K, first off I would like to say that @tiedyedvortex review is excellent, but I would like to narrow it down it a bit more after my experience playing this with Rielle "Kit" Peddler: Transhuman. First off, we all now Kit is about early aggression in order to make most of her ability. IMO this gives you 3 options: Gordian Blade, Refractor and Study Guide. You also have Torch and Yog.0, but these builds require more specific combinations in card draw (Test Run+Scavenge or Dinosaurus+Scavenge etc) and those builds are more suited for the late game.
Now for the first 3: Gordian Blade is the most aggressive. You install it and you can run with no problems right away. The downside though is that Gordian Blade has the worst late game sustain and boosting it with recurring credits is less efficient as with Refractor. This is a bridge you have to gap while building your deck.
Refractor is cheap to install massively efficient with it's recurring credits, has great sustain, but requires stealth credits to work. With 3x Cloak, 3x Lockpick and 0-3x Ghost Runner it shouldn't be to hard to see a stealth card early. You are devoting quite a large portion of your deck to make it work, can probably make only one run a turn in the early game, but it leaves you a lot of real credits left to do other stuff. Once you go late game it really starts to pay off.
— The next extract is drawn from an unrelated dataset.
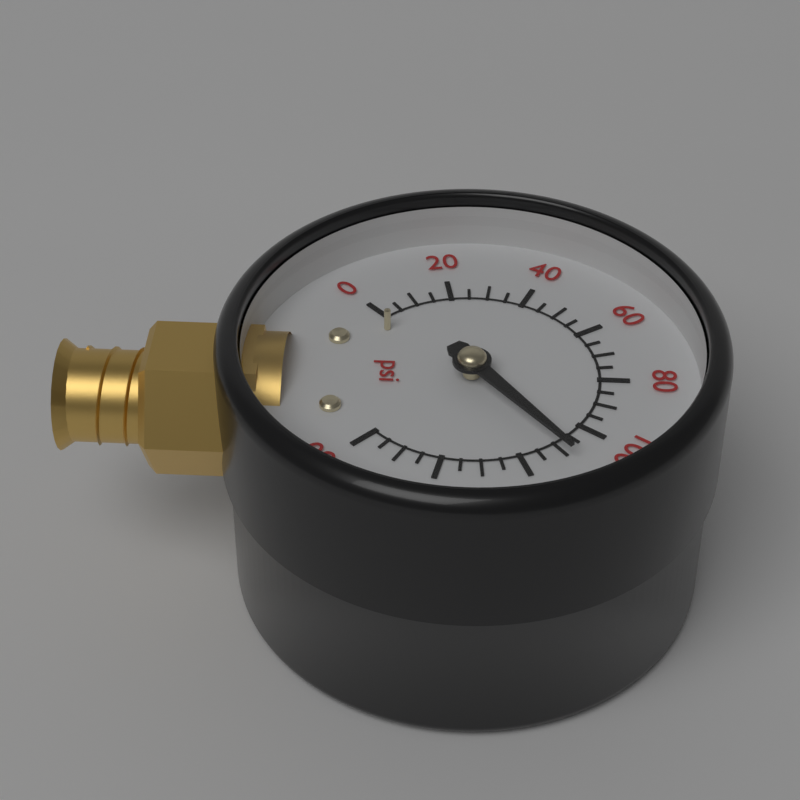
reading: 110 psi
Study Guide fits in between the two. It gives you early game independence from other cards like Gordian Blade (although a lot more expensive), but once you slot in the right support cards it gives great late game sustain. The cards I'm talking about is Stimhack and Lockpick or Cyberfeeder (you can also use Cloak, but then you need support). Installing Study Guide and then using Stimhack gives you a permanent S3 decoder right of the bat, same S as Yog.0, which is absolutely fine for most early game ICE. Once you get your Lockpick out you can let it grow on recurring credits each turn (even if you don't make a run) or just pay up front. I've had games in which it was S5 by turn 3, making Tollbooth a joke for the rest of the game. Another bit advantage IMO is the fact it doesn't need recurring credits each time you run, so you are perfectly able to make multiple runs without worrying about running out of those and still be as cheap. The Lockpick you are using first to boost it, switches over to helping you break subs.
I would also like to give a special mention to Escher. A card that is nearly forgotten, but fits great in a Study Guide deck. Firing it in the mid-late game can absolutely wreck 1 or 2 servers for multiple turns. It fits Study Guide better than Refractor as it can take more advantage of it in a single turn (Esher + one or two cheap runs, before corp starts rebuilding).
Conclusion
Is Study Guide better than Refractor? IMO it is about the same power level. A Refractor deck is a deck in itself. It makes one run a turn and it does it very well. Study Guide gives you more room to play with. You can go all recurring with it (for strength boost early game, sub breaking late game) or brute force it with pure econ/Stimhack or you can do both.
If I could make a chart for strength over game time then Study Guide will have a same peak as Refractor early game, is weaker mid game and stronger late game. This makes Refractor better for fast advance, but I think Study Guide will be better for against RP or Glacier.